Commodity Investing is Different (Updated)

Robert Samuelson weighs in on the side of the fundamentals of supply and demand being the primary culprits behind the rising prices of oil and other commodities:

Granted, raw materials prices have exploded across the board. From 2002 to 2007, oil rose 177 percent, corn 70 percent, copper 360 percent and aluminum 95 percent. But that’s just the point. Did “speculators” really cause all those increases? If so, why did some prices go up more than others? And what about steel? It rose 117 percent — and has increased further in 2008 — even though it isn’t traded on commodities futures markets.

A better explanation is basic supply and demand. Despite the U.S. slowdown, the world economy has boomed. Since 2002, annual growth has averaged 4.6 percent, the highest sustained rate since the 1960s, says economist Michael Mussa of the Peterson Institute. By their nature, raw materials (food, energy, minerals) sustain the broader economy. They’re not just frills. When unexpectedly high demand strains existing production, prices rise sharply as buyers scramble for scarce supplies. That’s what happened.

He continues with an explanation of the futures markets:

Commodity price increases vary because markets vary. Rice isn’t zinc. No surprise. But “speculators” played little role in these price run-ups. Who are these offensive souls? Well, they often don’t fit the stereotype of sleazy high rollers: Many manage pension funds or university and foundation endowments.

Their trading might drive up prices if they were investing in stocks or real estate. But commodity investing is different. Investors generally don’t buy the physical goods, whether oil or corn. Instead, they trade “futures contracts,” which are bets on what prices will be in, say, six months. For every trader betting on higher prices, another is betting on lower prices. These trades are matched. In the stock market, all investors (buyers and sellers) can profit in a rising market, and all can lose in a falling market. In futures markets, one trader’s gain is another’s loss.

That’s basically what I’ve been saying all along. Still, speculators have from time to time attempted to corner the market on one thing or another. The Hunt Brothers and silver, for example. IIRC these attempts haven’t been very successful historically and spectacular rises have been followed by meteoric falls.

Update

If you’d like to see the details with graphs, charts and what-not on the fundamentals mentioned above and why we shouldn’t expect much improvement for the foreseeable future, see This excellent post at The Oil Drum: Europe. Most specifically it’s extremely obvious that we cannot reduce the price of oil by cutting back on consumption. Any foreseeable U. S. and European conservation will be overwhelmed by increases in Chinese consumption.

3 comments… add one
  • That’s consistent with my reasoning on the fundamentals being primarily responsible for the runup in oil prices. The additional complication is that most countries in the world—both those whose consumption is declining as in Europe and those whose consumption is rising as in China and the Middle East—are relatively less sensitive to the price of oil than we are.

    The Chinese and people in the Middle East are less sensitive because oil consumption is subsidized and the Europeans are less sensitive because oil is heavily taxed and the market price of oil pays relatively less role in prices at the pump.

  • Yep–but it’s important to note that fundamentals still indicate a much lower price when you adjust out those future supply expectations. More like $60-80/bbl at current production rates. Any solid indication that we were actually making some REAL effort to exploit our own extremely considerable reserves would do. Such as Congress lifting the moratoriums that keep offshore drilling impossible, and/or permitting work on coal-to-oil plants or dopping the blockade on shale oil production.

    We are hostage as much to our own government’s lack of seriousness in addressing our foreign oil dependence as anything else. There is NO lack of oil and oil equivalents available to us in this country, just a lack of the political will required to develop those resources.

    Not that we shouldn’t continue to gain efficiencies through technology and to develop better and more cost-effective alt-energy sources–we certainly should, and deploy them as they become economically viable–but the hard reality is that our domestic conventional reserves of oil and shale oil and coal can be developed much more quickly than any of the alt-energy alternatives, and for most of the alternatives the infrastructure to deploy them simply isn’t there, and can’t be put in place nearly as quickly as a boost in conventional source processing can.

    IOW, we have to act decisively for the long term to get short term prices down.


Assignment: The entries shown next need to be written again word for word.

Records to process:
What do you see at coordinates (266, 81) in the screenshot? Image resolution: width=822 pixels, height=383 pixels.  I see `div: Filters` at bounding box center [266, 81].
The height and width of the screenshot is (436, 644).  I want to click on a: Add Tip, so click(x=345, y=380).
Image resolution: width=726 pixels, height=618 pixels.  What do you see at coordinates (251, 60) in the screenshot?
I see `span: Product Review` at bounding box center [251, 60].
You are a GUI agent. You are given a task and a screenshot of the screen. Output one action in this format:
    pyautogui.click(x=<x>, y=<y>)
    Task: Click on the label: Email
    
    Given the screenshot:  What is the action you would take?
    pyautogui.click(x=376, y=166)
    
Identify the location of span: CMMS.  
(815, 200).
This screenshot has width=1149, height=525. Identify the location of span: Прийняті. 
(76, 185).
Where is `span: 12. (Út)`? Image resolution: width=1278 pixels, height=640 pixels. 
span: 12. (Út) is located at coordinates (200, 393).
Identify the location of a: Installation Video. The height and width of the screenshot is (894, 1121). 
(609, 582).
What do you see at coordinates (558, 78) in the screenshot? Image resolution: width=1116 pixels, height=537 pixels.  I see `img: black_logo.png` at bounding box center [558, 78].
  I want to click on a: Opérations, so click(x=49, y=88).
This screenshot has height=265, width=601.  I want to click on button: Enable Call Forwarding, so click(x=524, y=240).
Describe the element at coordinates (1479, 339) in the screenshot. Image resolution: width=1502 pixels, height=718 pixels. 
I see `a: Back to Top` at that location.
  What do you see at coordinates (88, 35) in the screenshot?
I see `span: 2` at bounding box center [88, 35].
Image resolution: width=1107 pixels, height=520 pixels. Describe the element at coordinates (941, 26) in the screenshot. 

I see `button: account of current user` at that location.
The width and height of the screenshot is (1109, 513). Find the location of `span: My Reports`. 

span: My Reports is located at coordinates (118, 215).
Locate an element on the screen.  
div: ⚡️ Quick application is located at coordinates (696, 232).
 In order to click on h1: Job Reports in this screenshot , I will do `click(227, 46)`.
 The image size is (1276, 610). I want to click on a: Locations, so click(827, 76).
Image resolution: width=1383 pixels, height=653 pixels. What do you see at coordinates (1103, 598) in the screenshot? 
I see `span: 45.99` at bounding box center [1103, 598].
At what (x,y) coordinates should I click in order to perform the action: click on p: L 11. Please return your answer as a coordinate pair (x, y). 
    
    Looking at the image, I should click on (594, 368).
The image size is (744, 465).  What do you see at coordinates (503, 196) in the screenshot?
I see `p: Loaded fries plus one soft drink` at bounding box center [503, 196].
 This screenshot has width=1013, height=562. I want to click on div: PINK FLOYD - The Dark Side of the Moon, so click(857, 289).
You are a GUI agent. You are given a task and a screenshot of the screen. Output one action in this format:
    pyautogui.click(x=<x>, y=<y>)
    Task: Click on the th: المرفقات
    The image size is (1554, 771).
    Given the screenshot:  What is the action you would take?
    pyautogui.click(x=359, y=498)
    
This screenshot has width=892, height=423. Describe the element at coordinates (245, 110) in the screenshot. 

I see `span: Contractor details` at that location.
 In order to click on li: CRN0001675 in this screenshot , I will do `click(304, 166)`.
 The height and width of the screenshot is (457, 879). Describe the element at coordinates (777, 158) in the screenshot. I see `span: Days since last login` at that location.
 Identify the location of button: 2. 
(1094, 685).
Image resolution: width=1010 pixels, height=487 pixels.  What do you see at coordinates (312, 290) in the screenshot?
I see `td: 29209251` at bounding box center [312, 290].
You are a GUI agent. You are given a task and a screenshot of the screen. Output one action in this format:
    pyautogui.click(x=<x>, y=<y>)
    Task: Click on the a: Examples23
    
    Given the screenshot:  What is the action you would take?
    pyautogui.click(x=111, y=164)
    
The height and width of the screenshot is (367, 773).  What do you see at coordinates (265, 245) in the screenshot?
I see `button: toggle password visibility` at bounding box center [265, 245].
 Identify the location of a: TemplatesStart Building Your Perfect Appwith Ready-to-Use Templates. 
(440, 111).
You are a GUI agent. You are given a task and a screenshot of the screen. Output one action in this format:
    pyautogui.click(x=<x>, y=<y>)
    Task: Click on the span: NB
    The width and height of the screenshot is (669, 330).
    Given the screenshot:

Result for this exercise:
What do you see at coordinates (266, 81) in the screenshot? Image resolution: width=822 pixels, height=383 pixels.  I see `div: Filters` at bounding box center [266, 81].
The height and width of the screenshot is (436, 644).  I want to click on a: Add Tip, so click(x=345, y=380).
Image resolution: width=726 pixels, height=618 pixels.  What do you see at coordinates (251, 60) in the screenshot?
I see `span: Product Review` at bounding box center [251, 60].
You are a GUI agent. You are given a task and a screenshot of the screen. Output one action in this format:
    pyautogui.click(x=<x>, y=<y>)
    Task: Click on the label: Email
    
    Given the screenshot:  What is the action you would take?
    pyautogui.click(x=376, y=166)
    
Identify the location of span: CMMS.  
(815, 200).
This screenshot has width=1149, height=525. Identify the location of span: Прийняті. 
(76, 185).
Where is `span: 12. (Út)`? Image resolution: width=1278 pixels, height=640 pixels. 
span: 12. (Út) is located at coordinates (200, 393).
Identify the location of a: Installation Video. The height and width of the screenshot is (894, 1121). 
(609, 582).
What do you see at coordinates (558, 78) in the screenshot? Image resolution: width=1116 pixels, height=537 pixels.  I see `img: black_logo.png` at bounding box center [558, 78].
  I want to click on a: Opérations, so click(x=49, y=88).
This screenshot has height=265, width=601.  I want to click on button: Enable Call Forwarding, so click(x=524, y=240).
Describe the element at coordinates (1479, 339) in the screenshot. Image resolution: width=1502 pixels, height=718 pixels. 
I see `a: Back to Top` at that location.
  What do you see at coordinates (88, 35) in the screenshot?
I see `span: 2` at bounding box center [88, 35].
Image resolution: width=1107 pixels, height=520 pixels. Describe the element at coordinates (941, 26) in the screenshot. 

I see `button: account of current user` at that location.
The width and height of the screenshot is (1109, 513). Find the location of `span: My Reports`. 

span: My Reports is located at coordinates (118, 215).
Locate an element on the screen.  
div: ⚡️ Quick application is located at coordinates (696, 232).
 In order to click on h1: Job Reports in this screenshot , I will do `click(227, 46)`.
 The image size is (1276, 610). I want to click on a: Locations, so click(827, 76).
Image resolution: width=1383 pixels, height=653 pixels. What do you see at coordinates (1103, 598) in the screenshot? 
I see `span: 45.99` at bounding box center [1103, 598].
At what (x,y) coordinates should I click in order to perform the action: click on p: L 11. Please return your answer as a coordinate pair (x, y). 
    
    Looking at the image, I should click on (594, 368).
The image size is (744, 465).  What do you see at coordinates (503, 196) in the screenshot?
I see `p: Loaded fries plus one soft drink` at bounding box center [503, 196].
 This screenshot has width=1013, height=562. I want to click on div: PINK FLOYD - The Dark Side of the Moon, so click(857, 289).
You are a GUI agent. You are given a task and a screenshot of the screen. Output one action in this format:
    pyautogui.click(x=<x>, y=<y>)
    Task: Click on the th: المرفقات
    The image size is (1554, 771).
    Given the screenshot:  What is the action you would take?
    pyautogui.click(x=359, y=498)
    
This screenshot has width=892, height=423. Describe the element at coordinates (245, 110) in the screenshot. 

I see `span: Contractor details` at that location.
 In order to click on li: CRN0001675 in this screenshot , I will do `click(304, 166)`.
 The height and width of the screenshot is (457, 879). Describe the element at coordinates (777, 158) in the screenshot. I see `span: Days since last login` at that location.
 Identify the location of button: 2. 
(1094, 685).
Image resolution: width=1010 pixels, height=487 pixels.  What do you see at coordinates (312, 290) in the screenshot?
I see `td: 29209251` at bounding box center [312, 290].
You are a GUI agent. You are given a task and a screenshot of the screen. Output one action in this format:
    pyautogui.click(x=<x>, y=<y>)
    Task: Click on the a: Examples23
    
    Given the screenshot:  What is the action you would take?
    pyautogui.click(x=111, y=164)
    
The height and width of the screenshot is (367, 773).  What do you see at coordinates (265, 245) in the screenshot?
I see `button: toggle password visibility` at bounding box center [265, 245].
 Identify the location of a: TemplatesStart Building Your Perfect Appwith Ready-to-Use Templates. 
(440, 111).
You are a GUI agent. You are given a task and a screenshot of the screen. Output one action in this format:
    pyautogui.click(x=<x>, y=<y>)
    Task: Click on the span: NB
    The width and height of the screenshot is (669, 330).
    Given the screenshot:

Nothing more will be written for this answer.